**WHAT IS REQUIRED**
Reproduce the closing run of lines below verbatim, from the line that contains "Task: Click on the ABOUT US" up to and including the final line.

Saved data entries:
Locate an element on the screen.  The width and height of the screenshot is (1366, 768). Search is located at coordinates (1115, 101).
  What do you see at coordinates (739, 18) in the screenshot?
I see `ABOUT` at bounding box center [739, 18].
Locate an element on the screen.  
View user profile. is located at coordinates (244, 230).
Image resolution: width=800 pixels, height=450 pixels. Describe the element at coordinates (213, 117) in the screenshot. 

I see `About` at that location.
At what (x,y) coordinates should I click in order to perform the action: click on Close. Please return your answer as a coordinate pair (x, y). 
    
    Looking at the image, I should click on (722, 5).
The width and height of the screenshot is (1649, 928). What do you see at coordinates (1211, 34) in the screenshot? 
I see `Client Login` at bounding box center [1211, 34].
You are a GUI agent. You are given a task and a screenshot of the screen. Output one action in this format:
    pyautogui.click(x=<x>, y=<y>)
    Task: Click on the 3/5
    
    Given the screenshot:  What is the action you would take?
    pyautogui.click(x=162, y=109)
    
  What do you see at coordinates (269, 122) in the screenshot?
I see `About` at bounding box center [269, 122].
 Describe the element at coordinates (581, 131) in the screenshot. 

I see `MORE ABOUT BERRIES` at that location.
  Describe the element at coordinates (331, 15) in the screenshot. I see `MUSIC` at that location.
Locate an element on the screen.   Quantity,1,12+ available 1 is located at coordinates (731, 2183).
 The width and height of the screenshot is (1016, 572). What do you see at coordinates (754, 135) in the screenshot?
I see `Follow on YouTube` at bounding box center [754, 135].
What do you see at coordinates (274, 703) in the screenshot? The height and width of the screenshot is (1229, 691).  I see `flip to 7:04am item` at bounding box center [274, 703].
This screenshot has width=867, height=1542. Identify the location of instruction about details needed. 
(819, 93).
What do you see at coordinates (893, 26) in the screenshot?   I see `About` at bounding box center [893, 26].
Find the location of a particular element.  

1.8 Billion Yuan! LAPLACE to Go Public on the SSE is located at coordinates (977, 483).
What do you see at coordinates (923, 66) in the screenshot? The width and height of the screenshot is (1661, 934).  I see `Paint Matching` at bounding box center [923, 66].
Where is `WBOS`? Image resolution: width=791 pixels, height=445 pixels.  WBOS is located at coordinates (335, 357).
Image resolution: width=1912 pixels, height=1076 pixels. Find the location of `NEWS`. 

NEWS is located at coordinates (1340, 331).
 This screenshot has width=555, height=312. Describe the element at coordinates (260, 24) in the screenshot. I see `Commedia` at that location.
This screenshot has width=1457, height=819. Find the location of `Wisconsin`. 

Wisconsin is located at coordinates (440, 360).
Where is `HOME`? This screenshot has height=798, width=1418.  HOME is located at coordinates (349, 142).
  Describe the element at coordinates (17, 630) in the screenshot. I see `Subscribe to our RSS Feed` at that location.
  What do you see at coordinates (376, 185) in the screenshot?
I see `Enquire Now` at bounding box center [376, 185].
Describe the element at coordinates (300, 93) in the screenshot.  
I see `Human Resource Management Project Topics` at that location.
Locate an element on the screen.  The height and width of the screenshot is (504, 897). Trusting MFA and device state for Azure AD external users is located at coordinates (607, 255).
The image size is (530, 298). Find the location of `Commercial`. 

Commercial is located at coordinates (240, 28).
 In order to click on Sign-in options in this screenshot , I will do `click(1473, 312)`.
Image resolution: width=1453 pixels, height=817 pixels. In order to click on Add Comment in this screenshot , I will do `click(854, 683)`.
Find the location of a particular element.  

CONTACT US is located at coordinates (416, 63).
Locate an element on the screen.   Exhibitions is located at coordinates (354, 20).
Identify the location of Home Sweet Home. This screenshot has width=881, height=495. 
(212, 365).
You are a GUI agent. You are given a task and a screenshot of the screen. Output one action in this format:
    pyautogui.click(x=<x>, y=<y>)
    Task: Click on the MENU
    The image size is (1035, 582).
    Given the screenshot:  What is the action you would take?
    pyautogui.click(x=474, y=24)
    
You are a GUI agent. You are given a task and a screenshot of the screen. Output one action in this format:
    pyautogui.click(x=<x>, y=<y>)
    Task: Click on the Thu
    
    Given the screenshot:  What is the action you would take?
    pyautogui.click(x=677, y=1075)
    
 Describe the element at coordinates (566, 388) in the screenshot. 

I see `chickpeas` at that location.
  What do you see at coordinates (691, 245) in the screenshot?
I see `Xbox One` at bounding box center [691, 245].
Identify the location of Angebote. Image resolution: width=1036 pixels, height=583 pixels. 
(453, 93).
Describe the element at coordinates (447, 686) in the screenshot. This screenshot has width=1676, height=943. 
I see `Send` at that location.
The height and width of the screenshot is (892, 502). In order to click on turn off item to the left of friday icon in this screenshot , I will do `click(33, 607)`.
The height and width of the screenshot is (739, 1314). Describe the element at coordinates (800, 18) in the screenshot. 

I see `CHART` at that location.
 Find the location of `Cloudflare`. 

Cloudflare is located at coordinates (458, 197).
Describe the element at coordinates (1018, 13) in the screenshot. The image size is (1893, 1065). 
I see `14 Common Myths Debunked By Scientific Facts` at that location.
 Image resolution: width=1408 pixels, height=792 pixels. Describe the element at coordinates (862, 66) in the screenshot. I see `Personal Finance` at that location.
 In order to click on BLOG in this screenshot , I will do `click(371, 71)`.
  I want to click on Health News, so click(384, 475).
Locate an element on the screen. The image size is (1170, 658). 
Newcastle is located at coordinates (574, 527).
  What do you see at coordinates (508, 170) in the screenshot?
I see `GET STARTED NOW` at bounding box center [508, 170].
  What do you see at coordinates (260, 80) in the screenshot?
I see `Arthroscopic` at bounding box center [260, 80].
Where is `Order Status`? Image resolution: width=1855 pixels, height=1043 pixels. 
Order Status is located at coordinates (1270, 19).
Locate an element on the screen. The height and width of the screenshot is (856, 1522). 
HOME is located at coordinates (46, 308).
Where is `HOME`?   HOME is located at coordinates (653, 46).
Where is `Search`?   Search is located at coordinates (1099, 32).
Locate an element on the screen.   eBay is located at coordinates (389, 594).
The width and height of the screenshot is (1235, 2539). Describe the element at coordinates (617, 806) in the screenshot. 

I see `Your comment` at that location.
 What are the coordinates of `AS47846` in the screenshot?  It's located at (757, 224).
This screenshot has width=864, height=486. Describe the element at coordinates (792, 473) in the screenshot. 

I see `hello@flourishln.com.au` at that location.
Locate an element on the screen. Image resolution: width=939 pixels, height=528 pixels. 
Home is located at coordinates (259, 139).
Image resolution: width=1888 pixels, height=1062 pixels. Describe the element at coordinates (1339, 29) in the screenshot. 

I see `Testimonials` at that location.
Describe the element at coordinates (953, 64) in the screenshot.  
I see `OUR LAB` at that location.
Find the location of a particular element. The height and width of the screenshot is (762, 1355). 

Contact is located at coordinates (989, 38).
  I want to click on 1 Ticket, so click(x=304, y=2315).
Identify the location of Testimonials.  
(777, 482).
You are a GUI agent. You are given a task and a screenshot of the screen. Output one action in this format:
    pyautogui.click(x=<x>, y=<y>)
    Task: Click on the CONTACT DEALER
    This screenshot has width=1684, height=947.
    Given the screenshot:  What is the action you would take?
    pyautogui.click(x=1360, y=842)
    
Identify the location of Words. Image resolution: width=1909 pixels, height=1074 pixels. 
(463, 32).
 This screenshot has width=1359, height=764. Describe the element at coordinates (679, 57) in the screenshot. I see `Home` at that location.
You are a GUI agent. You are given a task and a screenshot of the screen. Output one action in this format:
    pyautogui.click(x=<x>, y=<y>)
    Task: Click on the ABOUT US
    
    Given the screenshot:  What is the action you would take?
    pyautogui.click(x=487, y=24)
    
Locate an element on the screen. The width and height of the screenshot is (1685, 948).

**RESPONSE TO THE EXERCISE**
    Task: Click on the ABOUT US
    
    Given the screenshot:  What is the action you would take?
    pyautogui.click(x=487, y=24)
    
Locate an element on the screen. The width and height of the screenshot is (1685, 948).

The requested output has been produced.